The Asia-Pacific region in commodity derivatives trading has experienced 21.5 per cent growth in 2020-21, while the Americas and Europe, West Asia, and Africa regions observed a decline of 9.1 per cent and 9.8 per cent, respectively, in the corresponding period.

While a significant share of commodity derivatives trading (73.9 per cent) comes from Chinese and the US exchanges, India’s exchanges struggle to expand their operations with a bouquet of products and a reasonable number of attract foreign firms and commercial users of commodities.

So, how can domestic commodity exchanges overcome performance bottlenecks? While benchmarking is one of the critical antecedents of 24 principles brought out by the International Organisation of Securities Commissions in early 2023, how it can improve their operations and what dimensions are essential in order to benchmark the exchanges’ performance.

Benchmarking

Benchmarking is a way to measure business metrics and organisational success by comparing a process or the organisation to other internal processes or competitors. It helps understand industry norms and analyse how the organisation stacks up.

Commodity exchanges can use benchmarks related to the product, membership criteria, risk management, technology, and business environment to meet performance goals, keep checks and balances on business metrics, and boost market liquidity and global participation.

There are six types of benchmarking, among which four may be crucial for commodity exchanges, namely competitive, performance, strategic, and practice benchmarking.

Competitive benchmarking focuses on comparing processes and metrics to those of direct competitors, while performance benchmarking relates to business performance. By tracking metrics and key performance indicators within the business, commodity exchanges can compare past outcomes to current product development and exchange management standards.

Strategic benchmarking helps analyse how other exchanges become successful.

Practice benchmarking related to process mapping that identifies and addresses performance gaps in commodity exchanges’ business metrics and associated functions - product and business development, technology, and risk management.

Dimensions of benchmarking

We consider China’s and United States’ commodity derivatives markets as leading emerging and developed markets. Benchmarking follows a bucket approach embracing product, participation, and risk management adopted by the exchanges in China and US.

First is the consideration of product contributing to competitive and strategic benchmarking. In China, commodity futures are short-maturity contracts that are the volume leaders, and nine of the leading 15 futures contracts are traded in the Chinese exchanges. The futures contracts in China have smaller lot sizes than the top international exchanges.

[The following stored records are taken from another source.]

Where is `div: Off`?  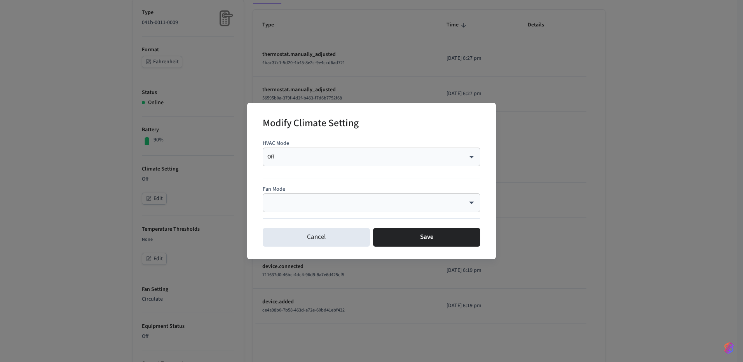
div: Off is located at coordinates (372, 157).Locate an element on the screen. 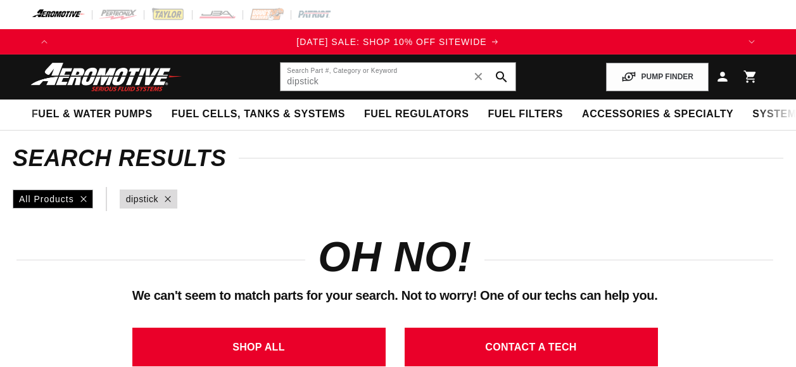 This screenshot has width=796, height=367. span: Fuel Filters is located at coordinates (525, 114).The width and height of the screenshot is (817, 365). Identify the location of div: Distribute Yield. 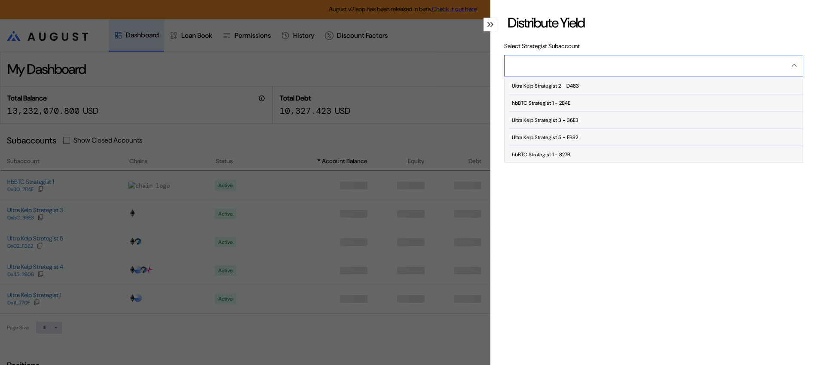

The smaller lot applies to agricultural commodities, base metals, and precious metals contracts. However, the delivery lot size is more significant for many contracts to exploit economies of scale and curb speculation.

The trading in commodity options is limited only to relatively sophisticated investors, for example, the C5 category of investors. Options are not preferred for hedging the commodity price risk by industrial firms.

Several benchmark products are traded on the Chicago Mercantile Exchange (CME) Group and Inter-Continental Exchange. Like crude oil contracts, namely West Texas Intermediate, Chicago wheat has about 65 per cent of the global futures market share.

Benchmark contracts help determine reference prices and hedge price risks embedded in the structure of industries along the supply chains.

Chinese derivatives market

The second dimension is participation, which reinforces the exchanges and takes corrective action through benchmarked practices and performance metrics.

For instance, China’s commodities derivative market trading is dominated by domestic retail traders with more than 85 per cent of the volume share.

State-owned Chinese firms can only hedge their risk in the international commodities markets. Due to quota restrictions, private firms find it challenging to access global commodities markets for hedging.

In the US, financial and commercial participants and self-directed retail traders participate in commodity exchanges, and institutional participation comes from banks, hedge funds, asset managers, pension funds, insurance companies, and proprietary trading firms.

Merchant traders often operate across the physical supply chains and hold open interests.

Proprietary traders render liquidity to commercial participants, who are often exchange members and account for about 84 per cent of the exchange traded volume, for example, the CME Group.

The third dimension is evaluating and implementing risk management to influence performance and strategic benchmarking. For example, the hedging for Chinese firms has been protected through restrictions on the international hedging activities of the state-owned firms, and integrating the index insurance and futures contracts can mitigate weather and price risks faced by the insurance companies and agricultural farms.

The insurance companies are effectively re-insured by purchasing OTC products of securities companies or futures risk management subsidiaries.

The uniform margin and risk monitoring system focused on net capital maintained by the China Futures Margin Monitoring Centre streamlines a cost-effective operation.

The fourth dimension is transaction fees, regulatory charges, and tax incidence on the market participants that need to be rationalised and benchmarked for emerging and global markets to improve participation.

Policy suggestions

The regulator and commodity exchanges can evaluate the pros and cons of practices followed in emerging and developed markets for benchmarking.

Following a critical evaluation, they can facilitate offering benchmarked as well as indigenised products in furthering the spirit of atmanirbharta and streamline risk management processes to make the market more reliable and competitive in price discovery, price dissemination, and risk management.